Computer Associates Inc. will spring its Ingres R3 enterprise database on the open-source world next week at LinuxWorld, company officials have confirmed.
The Islandia, N.Y., company first unveiled plans to open-source Ingres in May. At the time, company officials had yet to determine what, exactly, would be open-sourced.
That uncertainty is gone, and the list of open-sourced technologies is longer than the list of what wont be open-sourced, according to Tony Gaughan, senior vice president of development at CA.
The components that will be open-sourced include the primary database engine, the Replication option, Transaction monitors and the Distributive Database Query option.
The list of products that wont be open-sourced includes those that embed or are built upon Ingres, including Advantage Open Road, CAs application-development tool; BrightStor, a data storage family of products; EDBC, an enterprise gateway product; Enterprise Access; and its B1 security technology.
CA is releasing the database under a custom-made, open-source license, called the CA Trusted Open Source License.
Carl Olofson, an analyst at IDC, in Framingham, Mass., said the license looks “pretty legitimate,” but that this move doesnt rule out the option of returning Ingres to a commercial license in future versions, as Borland Software Corp. did with its InterBase database, Olofson pointed out.
“Borland had a change of direction and decided there was more of a commercial revenue stream than they thought,” he said. “Next version, 7.1, they went back to the closed-source version.
“What theyve found is that by having that open-source version out there, they feel it has a sort of grass-roots effect,” Olofson said. “It attracts developers to it, because they can see how it works and they can fiddle with it. They have found it had some kind of knock-on effect of making people more likely, if theyre doing something with long-term commercial implications, to get the regularly licensed commercial application.”
But Gaughan vigorously rejected the notion of CA having the potential to be wishy-washy with the open-sourcing of Ingres. “This is a fundamental move on our part to support the open-source community,” he said. “Look at the history of Linux. Gradually, the stack is developing from an open-source perspective. We feel now is the time to provide an open-source component” of the caliber of Ingres, he said.
Of course, when it comes to the open-source LAMP (Linux-Apache-MySQL-PHP) model, theres already a well-ensconced database—that being MySQL. Ingres wont compete with MySQL, however, since its more suitable to a high-level enterprise, Gaughan said.
“We dont see ourselves competing with MySQL,” he said. “MySQL in development terms is significantly behind Ingres in maturity. They do a very good job in a certain marketplace. We provide additional capabilities to play in a number of marketplaces.
“We also see ourselves able to provide capabilities in the SMB [small and midsized business] market and the high-enterprise arena. We have the ability to scale our product in all those environments. MySQL is largely confined to doing fairly simple database tasks [such as] serving Web pages. Theres not a richness of transaction required.”
IDCs Olofson suggested that the move to open-source Ingres might also have been motivated by cost savings in the areas of development, testing and bug fixing—another idea that Gaughan firmly rejected.
“The whole idea of open-sourcing Ingres is not about saving money,” he said. “The staffing levels, the investments were making in the product, will continue and probably will exceed the levels were making today.” For example, he said, during the past 12 to 18 months, Ingres development staffing has almost doubled.
“We think well get better quality in the product because well have more people looking at it, but thats not the driver,” Gaughan said. “Its all about creating an environment for open innovation, for fostering the ability to attract people wholl take the product in a different direction.”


■ What the task requires
For every record beneath this instruction, give an exact repetition, omitting images.

[Dataset rows about figures]
■ ■ ■
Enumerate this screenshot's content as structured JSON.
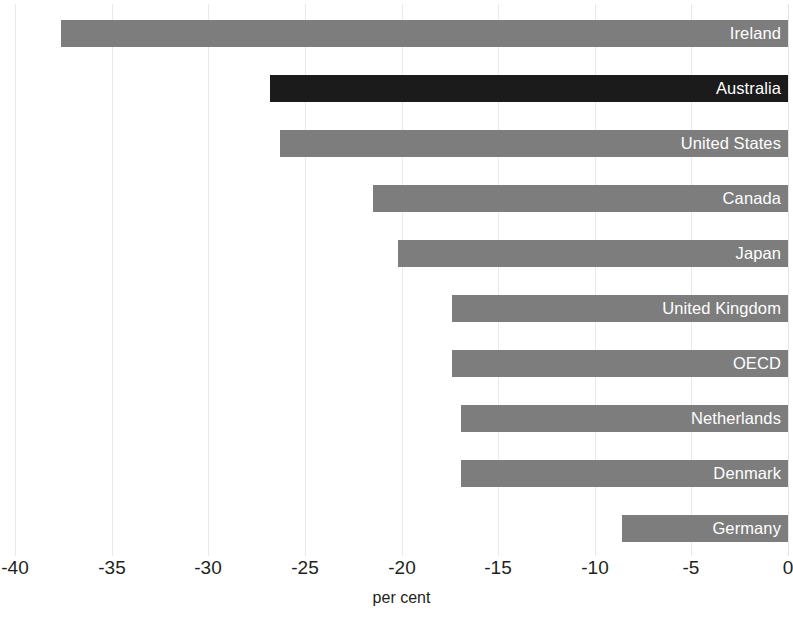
{
  "chart_data": {
    "type": "bar",
    "orientation": "horizontal",
    "title": "",
    "subtitle": "",
    "xlabel": "per cent",
    "ylabel": "",
    "xlim": [
      -40,
      0
    ],
    "xticks": [
      -40,
      -35,
      -30,
      -25,
      -20,
      -15,
      -10,
      -5,
      0
    ],
    "xtick_labels": [
      "-40",
      "-35",
      "-30",
      "-25",
      "-20",
      "-15",
      "-10",
      "-5",
      "0"
    ],
    "grid": true,
    "grid_axis": "x",
    "legend": false,
    "legend_position": "none",
    "categories": [
      "Ireland",
      "Australia",
      "United States",
      "Canada",
      "Japan",
      "United Kingdom",
      "OECD",
      "Netherlands",
      "Denmark",
      "Germany"
    ],
    "values": [
      -37.6,
      -26.8,
      -26.3,
      -21.5,
      -20.2,
      -17.4,
      -17.4,
      -16.9,
      -16.9,
      -8.6
    ],
    "bars": [
      {
        "label": "Ireland",
        "value": -37.6,
        "highlight": false
      },
      {
        "label": "Australia",
        "value": -26.8,
        "highlight": true
      },
      {
        "label": "United States",
        "value": -26.3,
        "highlight": false
      },
      {
        "label": "Canada",
        "value": -21.5,
        "highlight": false
      },
      {
        "label": "Japan",
        "value": -20.2,
        "highlight": false
      },
      {
        "label": "United Kingdom",
        "value": -17.4,
        "highlight": false
      },
      {
        "label": "OECD",
        "value": -17.4,
        "highlight": false
      },
      {
        "label": "Netherlands",
        "value": -16.9,
        "highlight": false
      },
      {
        "label": "Denmark",
        "value": -16.9,
        "highlight": false
      },
      {
        "label": "Germany",
        "value": -8.6,
        "highlight": false
      }
    ],
    "colors": {
      "bar": "#7d7d7d",
      "bar_highlight": "#1b1b1b",
      "bar_label_text": "#ffffff",
      "gridline": "#e9e9ea",
      "axis_text": "#231f20",
      "background": "#ffffff"
    }
  }
}
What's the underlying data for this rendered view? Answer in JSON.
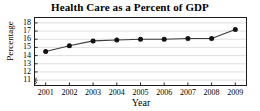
{
  "chart_data": {
    "type": "line",
    "title": "Health Care as a Percent of GDP",
    "xlabel": "Year",
    "ylabel": "Percentage",
    "categories": [
      "2001",
      "2002",
      "2003",
      "2004",
      "2005",
      "2006",
      "2007",
      "2008",
      "2009"
    ],
    "x": [
      2001,
      2002,
      2003,
      2004,
      2005,
      2006,
      2007,
      2008,
      2009
    ],
    "values": [
      14.5,
      15.2,
      15.8,
      15.9,
      16.0,
      16.0,
      16.1,
      16.1,
      17.2
    ],
    "series": [
      {
        "name": "Health Care Percent of GDP",
        "values": [
          14.5,
          15.2,
          15.8,
          15.9,
          16.0,
          16.0,
          16.1,
          16.1,
          17.2
        ]
      }
    ],
    "ylim": [
      10.4,
      18.6
    ],
    "xlim": [
      2000.55,
      2009.45
    ],
    "yticks": [
      11,
      12,
      13,
      14,
      15,
      16,
      17,
      18
    ],
    "ytick_labels": [
      "11",
      "12",
      "13",
      "14",
      "15",
      "16",
      "17",
      "18"
    ],
    "xticks": [
      2001,
      2002,
      2003,
      2004,
      2005,
      2006,
      2007,
      2008,
      2009
    ],
    "xtick_labels": [
      "2001",
      "2002",
      "2003",
      "2004",
      "2005",
      "2006",
      "2007",
      "2008",
      "2009"
    ],
    "grid": "horizontal",
    "legend": "none",
    "axis_break": true,
    "colors": {
      "line": "#3b3b3b",
      "marker": "#111111",
      "gridline": "#d8d8d8",
      "frame": "#1a1a1a",
      "background": "#ffffff",
      "text": "#000000"
    },
    "marker_style": "filled-circle",
    "line_width": 1.1,
    "marker_size": 2.5
  }
}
■ ■ ■
■ Written answer
Enumerate this screenshot's content as structured JSON.
{
  "chart_data": {
    "type": "bar",
    "orientation": "horizontal",
    "title": "",
    "subtitle": "",
    "xlabel": "per cent",
    "ylabel": "",
    "xlim": [
      -40,
      0
    ],
    "xticks": [
      -40,
      -35,
      -30,
      -25,
      -20,
      -15,
      -10,
      -5,
      0
    ],
    "xtick_labels": [
      "-40",
      "-35",
      "-30",
      "-25",
      "-20",
      "-15",
      "-10",
      "-5",
      "0"
    ],
    "grid": true,
    "grid_axis": "x",
    "legend": false,
    "legend_position": "none",
    "categories": [
      "Ireland",
      "Australia",
      "United States",
      "Canada",
      "Japan",
      "United Kingdom",
      "OECD",
      "Netherlands",
      "Denmark",
      "Germany"
    ],
    "values": [
      -37.6,
      -26.8,
      -26.3,
      -21.5,
      -20.2,
      -17.4,
      -17.4,
      -16.9,
      -16.9,
      -8.6
    ],
    "bars": [
      {
        "label": "Ireland",
        "value": -37.6,
        "highlight": false
      },
      {
        "label": "Australia",
        "value": -26.8,
        "highlight": true
      },
      {
        "label": "United States",
        "value": -26.3,
        "highlight": false
      },
      {
        "label": "Canada",
        "value": -21.5,
        "highlight": false
      },
      {
        "label": "Japan",
        "value": -20.2,
        "highlight": false
      },
      {
        "label": "United Kingdom",
        "value": -17.4,
        "highlight": false
      },
      {
        "label": "OECD",
        "value": -17.4,
        "highlight": false
      },
      {
        "label": "Netherlands",
        "value": -16.9,
        "highlight": false
      },
      {
        "label": "Denmark",
        "value": -16.9,
        "highlight": false
      },
      {
        "label": "Germany",
        "value": -8.6,
        "highlight": false
      }
    ],
    "colors": {
      "bar": "#7d7d7d",
      "bar_highlight": "#1b1b1b",
      "bar_label_text": "#ffffff",
      "gridline": "#e9e9ea",
      "axis_text": "#231f20",
      "background": "#ffffff"
    }
  }
}
What's the underlying data for this rendered view? Answer in JSON.
{
  "chart_data": {
    "type": "line",
    "title": "Health Care as a Percent of GDP",
    "xlabel": "Year",
    "ylabel": "Percentage",
    "categories": [
      "2001",
      "2002",
      "2003",
      "2004",
      "2005",
      "2006",
      "2007",
      "2008",
      "2009"
    ],
    "x": [
      2001,
      2002,
      2003,
      2004,
      2005,
      2006,
      2007,
      2008,
      2009
    ],
    "values": [
      14.5,
      15.2,
      15.8,
      15.9,
      16.0,
      16.0,
      16.1,
      16.1,
      17.2
    ],
    "series": [
      {
        "name": "Health Care Percent of GDP",
        "values": [
          14.5,
          15.2,
          15.8,
          15.9,
          16.0,
          16.0,
          16.1,
          16.1,
          17.2
        ]
      }
    ],
    "ylim": [
      10.4,
      18.6
    ],
    "xlim": [
      2000.55,
      2009.45
    ],
    "yticks": [
      11,
      12,
      13,
      14,
      15,
      16,
      17,
      18
    ],
    "ytick_labels": [
      "11",
      "12",
      "13",
      "14",
      "15",
      "16",
      "17",
      "18"
    ],
    "xticks": [
      2001,
      2002,
      2003,
      2004,
      2005,
      2006,
      2007,
      2008,
      2009
    ],
    "xtick_labels": [
      "2001",
      "2002",
      "2003",
      "2004",
      "2005",
      "2006",
      "2007",
      "2008",
      "2009"
    ],
    "grid": "horizontal",
    "legend": "none",
    "axis_break": true,
    "colors": {
      "line": "#3b3b3b",
      "marker": "#111111",
      "gridline": "#d8d8d8",
      "frame": "#1a1a1a",
      "background": "#ffffff",
      "text": "#000000"
    },
    "marker_style": "filled-circle",
    "line_width": 1.1,
    "marker_size": 2.5
  }
}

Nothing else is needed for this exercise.